Abstract:Recently, large language models (LLMs) are capable of generating highly fluent textual content. While they offer significant convenience to humans, they also introduce various risks, like phishing and academic dishonesty. Numerous research efforts have been dedicated to developing algorithms for detecting AI-generated text and constructing relevant datasets. However, in the domain of Chinese corpora, challenges remain, including limited model diversity and data homogeneity. To address these issues, we propose C-ReD: a comprehensive Chinese Real-prompt AI-generated Detection benchmark. Experiments demonstrate that C-ReD not only enables reliable in-domain detection but also supports strong generalization to unseen LLMs and external Chinese datasets-addressing critical gaps in model diversity, domain coverage, and prompt realism that have limited prior Chinese detection benchmarks. We release our resources at https://github.com/HeraldofLight/C-ReD.

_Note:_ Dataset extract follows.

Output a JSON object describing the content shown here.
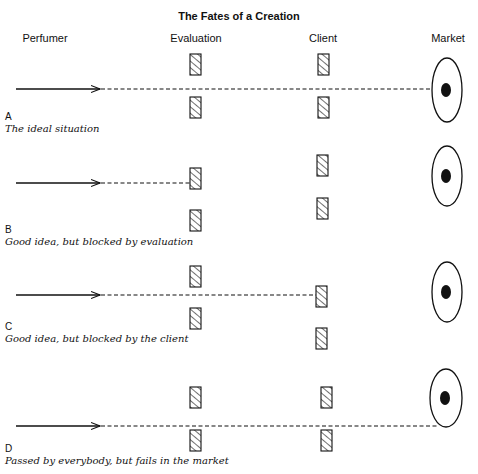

Abstract:Leveraging Multi-modal Large Language Models (MLLMs) to accelerate frontier scientific research is promising, yet how to rigorously evaluate such systems remains unclear. Existing benchmarks mainly focus on single-document understanding, whereas real scientific workflows require integrating evidence from multiple papers, including their text, tables, and figures. As a result, multi-modal, multi-document scientific reasoning remains underexplored and lacks systematic evaluation. To address this gap, we introduce PaperScope, a multi-modal multi-document benchmark designed for agentic deep research. PaperScope presents three advantages: (1) Structured scientific grounding. It is built on a knowledge graph of over 2,000 AI papers spanning three years, providing a structured foundation for research-oriented queries. (2) Semantically dense evidence construction. It integrates semantically related key information nodes and employs optimized random-walk article selector to sample thematically coherent paper sets, thereby ensuring adequate semantic density and task complexity. (3) Multi-task evaluation of scientific reasoning. It contains over 2,000 QA pairs across reasoning, retrieval, summarization, and problem solving, enabling evaluation of multi-step scientific reasoning. Experimental results show that even advanced systems such as OpenAI Deep Research and Tongyi Deep Research achieve limited scores on PaperScope, highlighting the difficulty of long-context retrieval and deep multi-source reasoning. PaperScope thus provides a rigorous benchmark alongside a scalable pipeline for constructing large-scale multi-modal, multi-source deep research datasets.